After decades of fusion research, a burning plasma state was achieved on November 2020 and February 2021 at Lawrence Livermore National Laboratory's National Ignition Facility (NIF), the world's most energetic laser.
Obtaining a burning plasma is a critical step toward self-sustaining fusion energy. A burning plasma is one in which the fusion reactions themselves are the primary source of heating in the plasma, which is necessary to sustain and propagate the burn to enable high-energy gain.
The work is detailed in the Jan. 26 issue of Nature titled "Burning plasma achieved in inertial fusion," with LLNL physicists Alex Zylstra and Omar Hurricane serving as lead authors.
"In this paper, we show that those experiments entered into what we call the burning plasma regime for the first time in the laboratory," Zylstra said. "A burning plasma is one in which the fusion reactions provide most of the plasma heating."
LLNL uses NIF to generate X-rays in a radiation cavity to indirectly drive a fuel-containing capsule via the X-ray ablation pressure. The implosion process compresses and heats the deuterium-tritium fuel via mechanical work.
"Fusion experiments over decades have produced fusion reactions using large amounts of 'external' heating to get the plasma hot. Now, for the first time, we have a system where the fusion itself is providing most of the heating," Zylstra said. "This is a key milestone on the way to even higher levels of fusion performance."
Getting fusion to work requires getting the power balance in the fuel right - there are always mechanisms that cause the plasma to lose energy, while fusion and the implosion's compression heat the plasma.
Fusion is a highly non-linear process and, in this regime, researchers now have the opportunity to rapidly increase performance - in fact, this burning plasma work was a key stepping stone to the 1.3 MJ yield produced in August 2021. Generating these burning plasmas on NIF enables novel stewardship science experiments on both the burn physics and stockpile applications using the higher yield.
Designing and conducting these experiments was the work of a huge multidisciplinary team, with more than 150 coauthors on this publication from the Lab and partner institutions.
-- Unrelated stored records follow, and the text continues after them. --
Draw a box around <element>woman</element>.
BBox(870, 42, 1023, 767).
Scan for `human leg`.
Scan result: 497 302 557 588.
Confirming that researchers had actually entered the burning plasma regime required using some inferred metrics, where a combination of measured quantities was used from several key diagnostics on NIF and models to infer the energy balance in the fusion fuel. This work was largely done in a working group that looks at analysis of the 'hot spot,' with conclusions validated by another working group of scientists at the Lab.
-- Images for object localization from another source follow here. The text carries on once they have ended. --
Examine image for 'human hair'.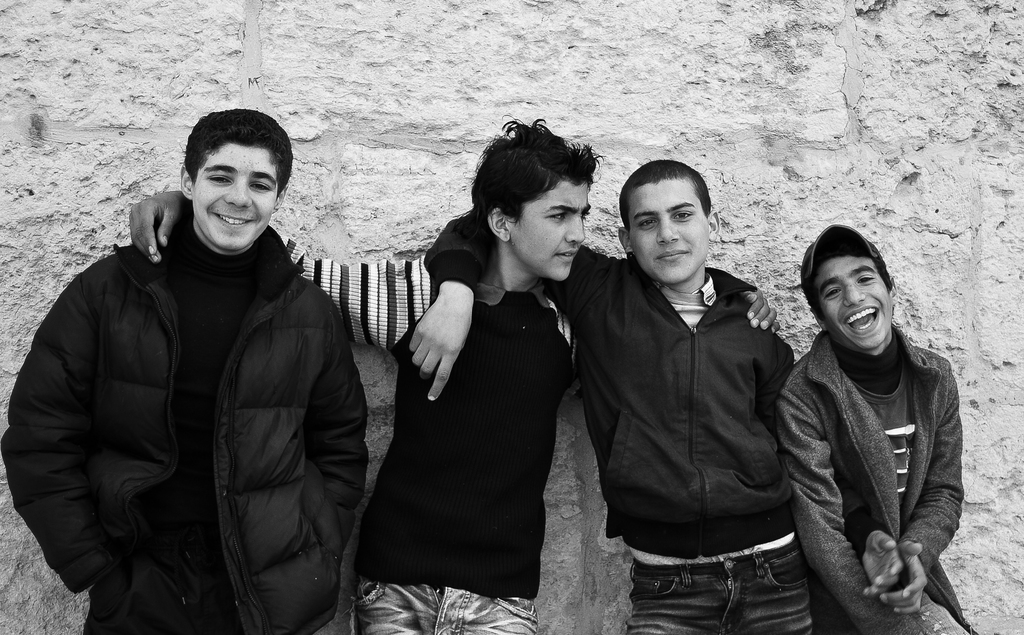
Examination result: l=633, t=157, r=719, b=241.
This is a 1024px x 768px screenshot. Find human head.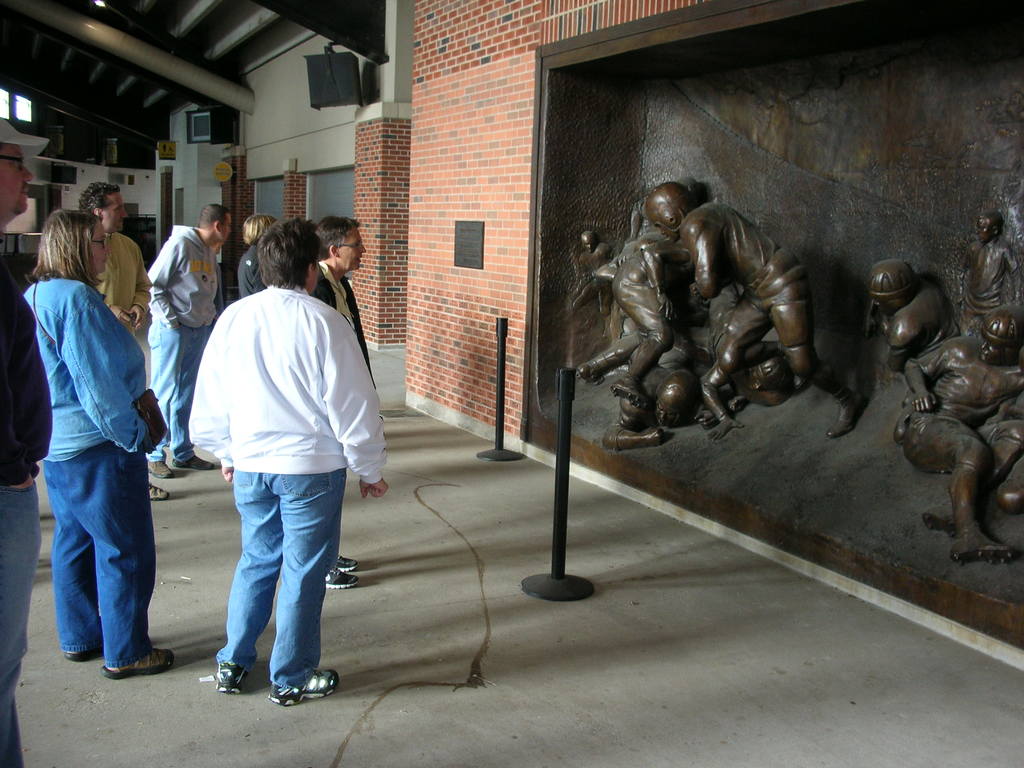
Bounding box: 82:181:127:230.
Reflecting the team effort, additional papers are coming soon on these burning plasma experiments. A paper describing the computational design work that led to these results is accepted for publication, with lead authors Annie Kritcher and Chris Young. Further analysis of the experiments in the new burning plasma regime is submitted for publication in a paper led by authors Steven Ross, Joe Ralph and Alex Zylstra.